The video played and Demien watched their pressing traps develop, and the coordination was obvious because their triggers were specific—when the ball went to England’s fullback, their winger would press immediately while their midfielder shifted across to cover the passing lane back inside, and if England tried to play through the middle their front two would close the space so fast that the receiving midfielder had maybe two seconds to make a decision before the press arrived.
This wasn’t Malta.
Southgate let the video run through three examples before pausing it. "We need to be comfortable under this pressure. First touch has to be clean. Decision-making has to be instant. If you try to dribble out of their press without the space to do it, you’ll lose the ball."
He looked around the group and his eyes moved across faces without stopping on anyone in particular. "We’re going to replicate their system. First team attacks, second team defends using North Macedonia’s shape. Switch every ten minutes. By the end of this session, you’ll know exactly where they press, when they press, and where the space exists."
The squad split into two groups and Demien found himself in the second team initially, which meant he’d be defending using North Macedonia’s pressing structure before switching to attack, and learning a system by executing it was how you understood it properly because watching video showed you what to expect but actually doing it showed you why it worked.
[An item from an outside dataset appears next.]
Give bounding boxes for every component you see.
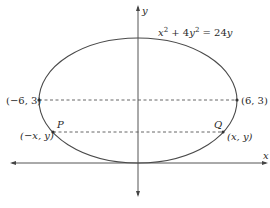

The drill started with the first team building from the back and Demien positioned himself as the right-sided midfielder in the four-four-two, and his job was to tuck inside when the ball went to England’s left-back and press their pivot while cutting the passing lane back to the center-back, and the first time the pattern developed he executed it too slowly and Foden received the ball comfortably and played out of the press before Demien could close the space.